Historical Marker

Bruni

Marker installed: 2009

This historic settlement was named for Antonio Mateo Bruni (1856-1931), a native of Bozzi, Emilia-Romagna, Italy. Bruni's parents died when he was a young boy, and in 1872, he moved to San Antonio to live with an uncle. Five years later, Bruni, along with his brother Luigi, moved to Laredo, where they opened a mercantile store. Antonio Bruni married Consolacion Henry in 1879, and the couple had nine children. Bruni acquired interest in the sheep and cattle industry, and was appointed Webb County tax assessor in 1882. Bruni went on to serve as a county commissioner and as county treasurer. The Texas Mexican Railroad built a station on one of Bruni's ranches ca. 1881, and Bruni took the opportunity to open a commissary at the site. When the first school in the area opened in 1886, the fledgling settlement was called Bruniville. A post office was first established in 1900, and Moglia Lodovico served as the first postmaster. In 1922, the Bruni Townsite Company, established by C. R. Cole and Dudley Tyng, purchased and surveyed over 150 acres approximately one quarter mile west of the site of the school and post office that had already been built. The discovery of oil in the area during the 1920s brought growth to the town of Bruni. Mining of commercial-grade uranium beginning in the 1970s gave the area another economic boost. In 1974 the Bruni, Torrecillas (Oil Town) and Aguilares school districts joined to form the Webb Consolidated Independent School District. When the Mirando schools joined the district in 2005, the Bruni-based WCISD became the only education facilities operating outside of Laredo in Webb County. (2009).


_TASK INSTRUCTIONS_. Reproduce all of the entries below exactly, without images.

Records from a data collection
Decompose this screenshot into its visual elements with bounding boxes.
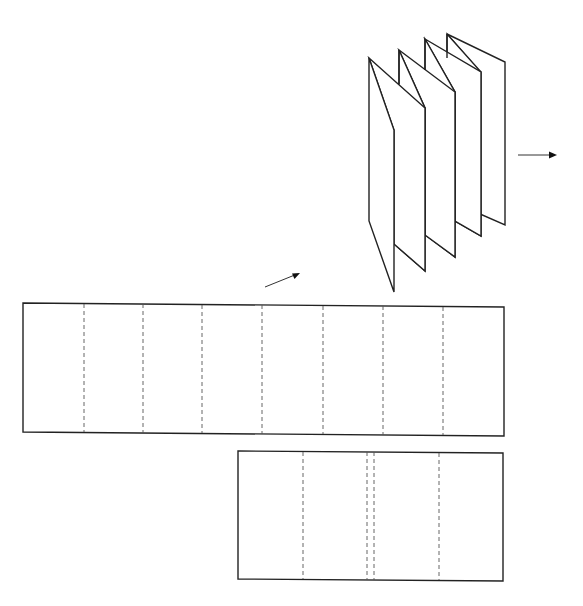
flat-sheet-long xyxy=(23,303,504,436)
sheet-outline xyxy=(238,451,503,581)
arrow-to-folded xyxy=(265,273,300,287)
flat-sheet-short xyxy=(238,451,503,581)
fold-diagram-canvas xyxy=(0,0,583,606)
sheet-outline xyxy=(23,303,504,436)
folded-sheet xyxy=(369,34,505,292)
arrow-right xyxy=(518,152,557,159)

_REPLY_.
Decompose this screenshot into its visual elements with bounding boxes.
flat-sheet-long xyxy=(23,303,504,436)
sheet-outline xyxy=(238,451,503,581)
arrow-to-folded xyxy=(265,273,300,287)
flat-sheet-short xyxy=(238,451,503,581)
fold-diagram-canvas xyxy=(0,0,583,606)
sheet-outline xyxy=(23,303,504,436)
folded-sheet xyxy=(369,34,505,292)
arrow-right xyxy=(518,152,557,159)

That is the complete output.